“We’ll be there,” he said and closed the door.
Olive looked back at his colourless dress, his shapely head and vanishing grave face with a frank wistfulness. “I don’t see why you should make such a point of annoying Gurdy. And why call this play silly when it’s so plainly good?... I’ve carefully refrained from asking you why you quarrelled with Gurdy. He behaves charmingly to you and keeps the peace.”
“Paying him back for being nasty about ‘Todgers Intrudes.’”
“But he’s not been nasty. He’s very sensibly given his opinion that it’s feeble. As it is.—The man’s taking us down Broadway. Loathsome sewer!”
The motor slowly passed toward Forty Second Street and across that jam. Olive saw lean and stolid Englishmen stalking in the harsh, dusty November wind that blew women along in the whirling similitude of rotted flowers. Margot got notice, here. There was a jerk of male heads from the curb. Empty faces turned to the girl’s brilliance in rose cloth. A tanned sailor flapped his white cap. Yet in the Marlett Smith library on Park Avenue Margot was prettily discreet for half an hour below Chinese panels, among gayer frocks where she lost colour, merged in a fluctuation of dress. On the way home her restraint snapped into a “Damn!”
“Very stiff,” said Olive, “One reads about the American informality. Tea at Sandringham is giddy beside this. But Mrs. Marlett Smith’s clever. Who were those twins in black velvet who so violently kissed you?”
“The Vaneens. Ambrosine and Gretchen. Knew them at school. They come out in December.—But what maddens me is this everlasting jabber about France! Some of those girls know Gurdy. Their brothers were at Saint Andrew’s with him. He seems to have made himself frightfully conspicuous about Paris.—No, I’m bored with Gurdy. If dad tries to make me marry him I’ll take poison and die to slow music. Such tosh! He made a gesture of enlisting—”

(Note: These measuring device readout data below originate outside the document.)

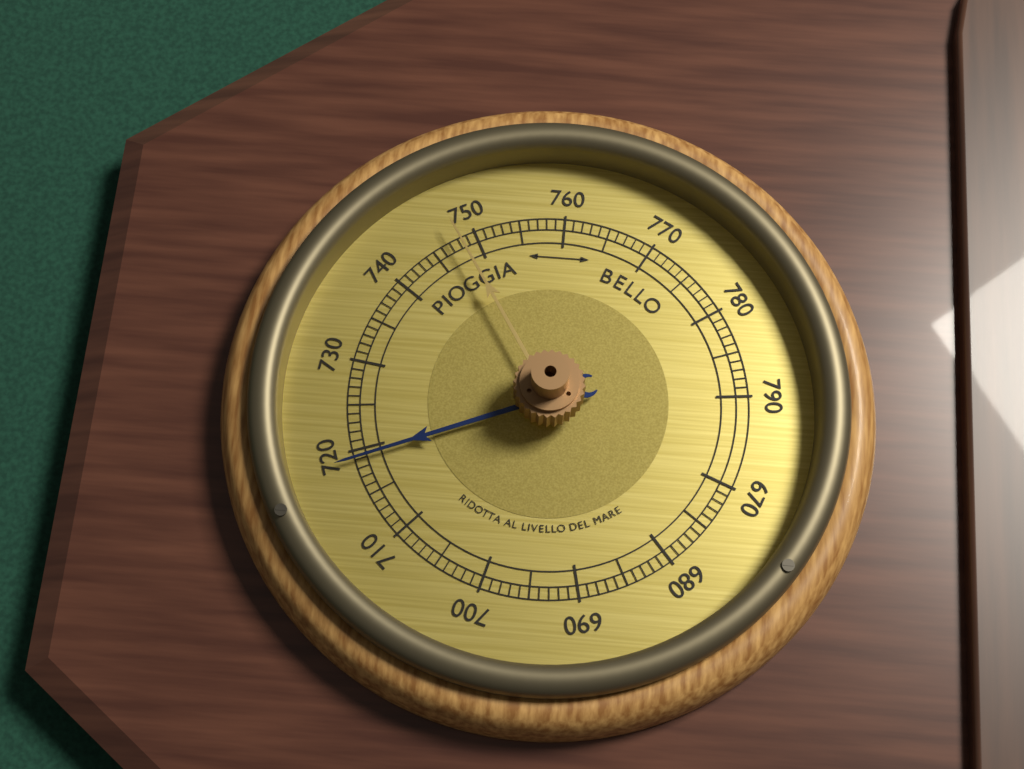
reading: 719 (no unit)
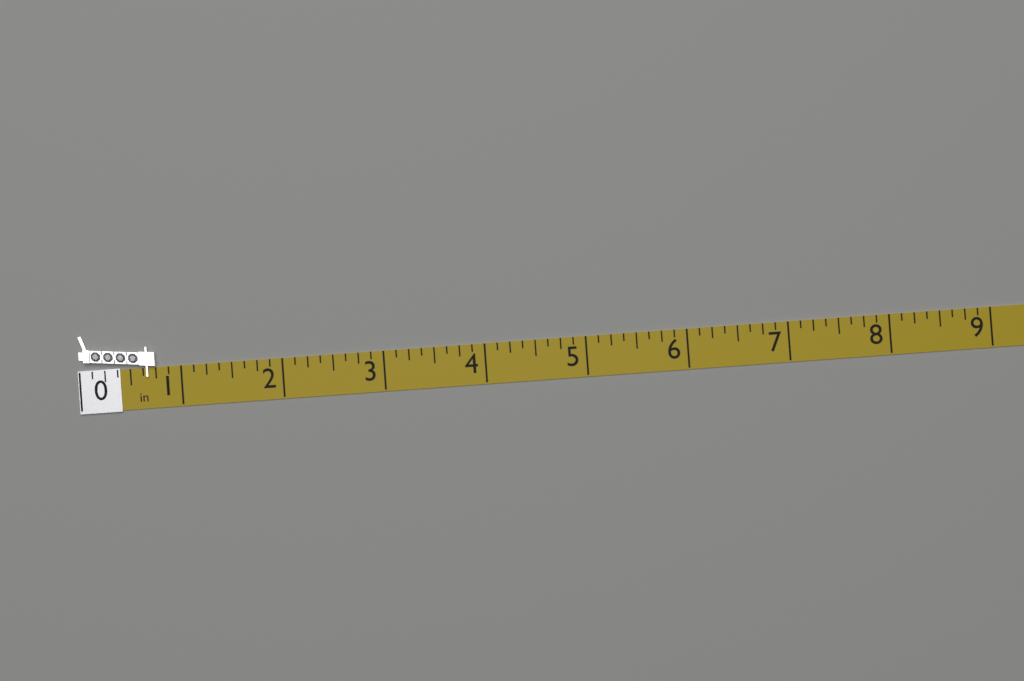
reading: 0.750 in
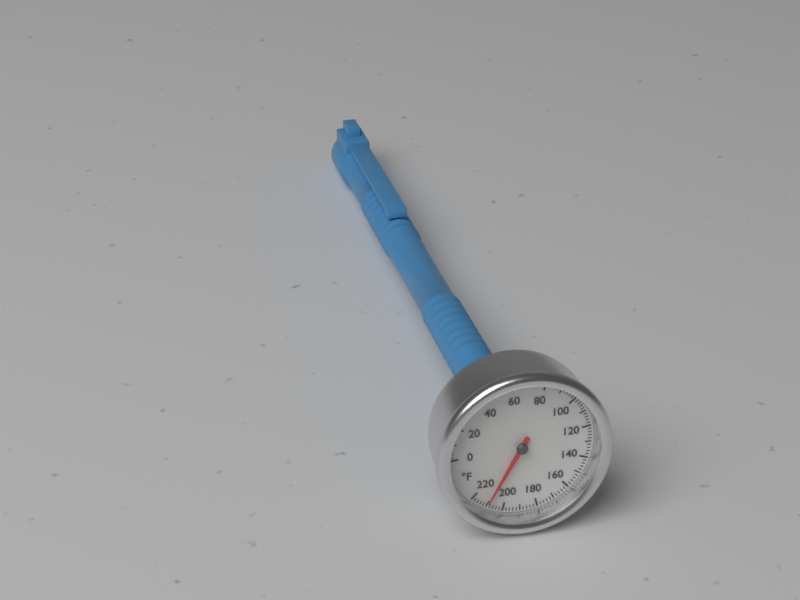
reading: 210 °F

“You’re being silly,” Olive said, coldly hurt, “and I’m sick of the word, gesture. Pray, was the gesture of third rate artists and actors who wouldn’t leave their work anything madly glorious? I can understand a man conscious of great talent preferring to stick to his last. And I can understand a complete refusal to mix in the—abominable business. But I’ve no patience with dreary little wasters who shouted for blood and then took acetanilid to cheat the doctors. As for Gurdy’s military career he’s very quiet about it. I dislike this venom against Gurdy.”

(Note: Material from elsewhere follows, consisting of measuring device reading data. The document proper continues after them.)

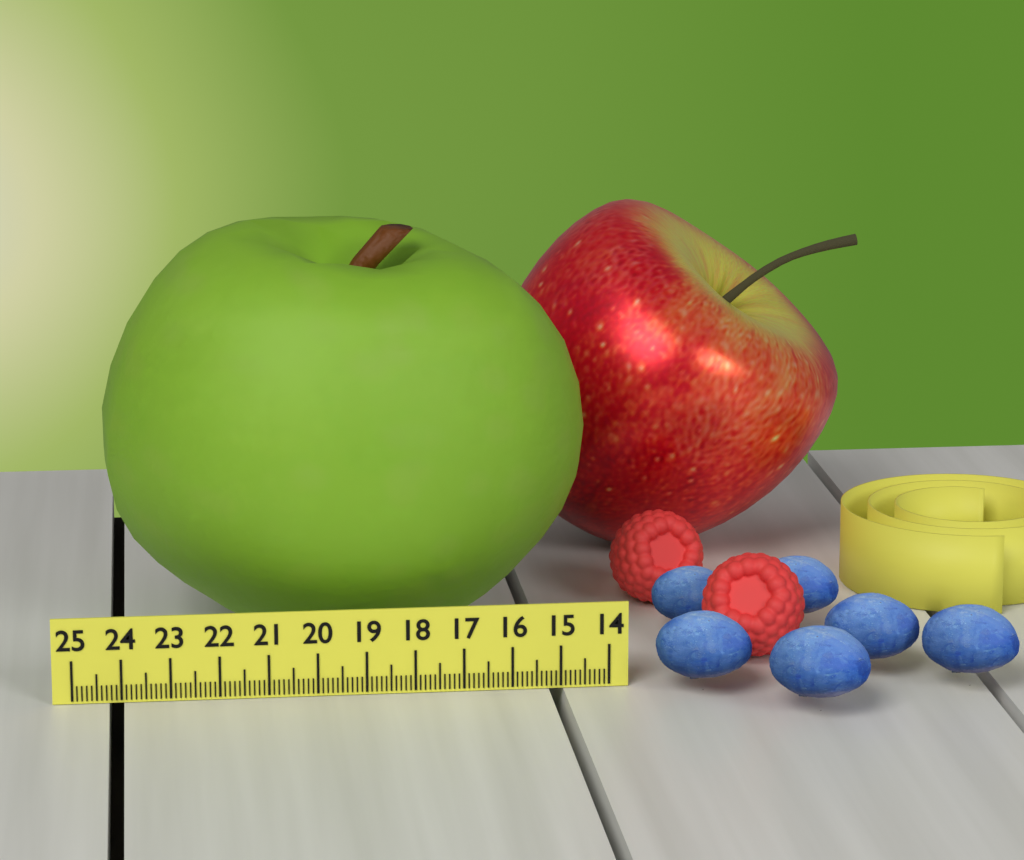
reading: 24.3 (no unit)
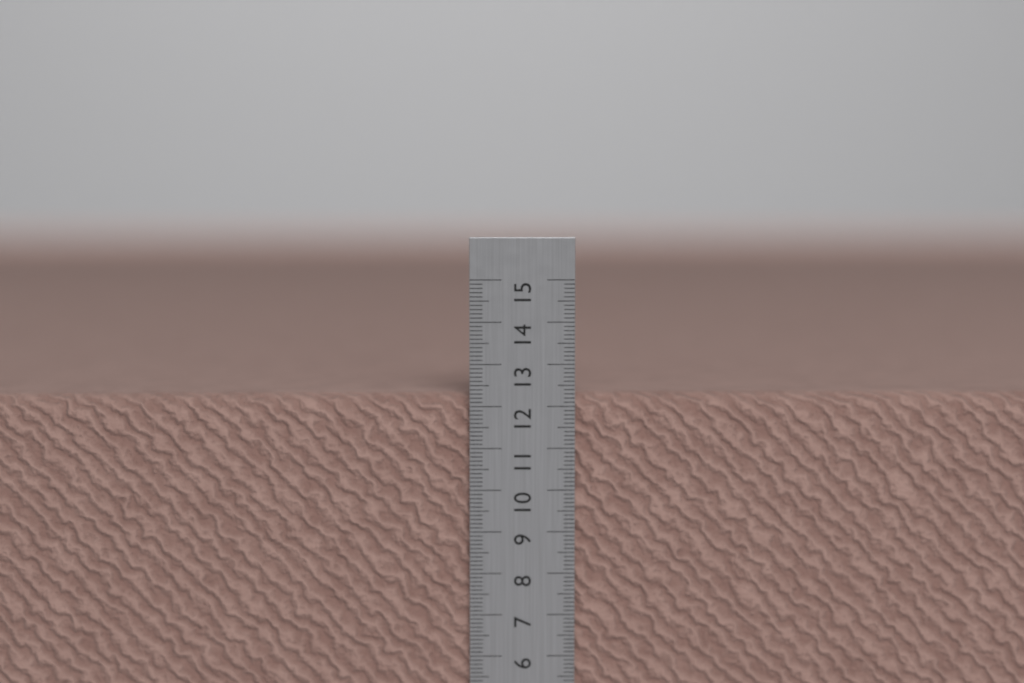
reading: 12.3 cm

Margot chuckled, “Perhaps I’m jealous,” and got down before the house. She opened the door with her latchkey and they entered a flow of minor music from the drawing room. Gurdy was playing. Mark leaned on the curve of the piano and his brown hands were deeply reflected in the black pool of its top.
“Listen to this, Olive. Nigger song Gurdy raked up for ‘Captain Salvador.’ Sing it, sonny. Don’t run off, Margot. Listen.” He caught the girl to him, held her cheek against his chin. A scent of mild sandal and cigarettes ebbed from the black hair into his nostrils. He was tired after the tense rehearsal and chilled from half an hour in the cold of the Walling. This moving warmth and scent was luxury. Mark shut his eyes. Gurdy chanted in plausible barytone.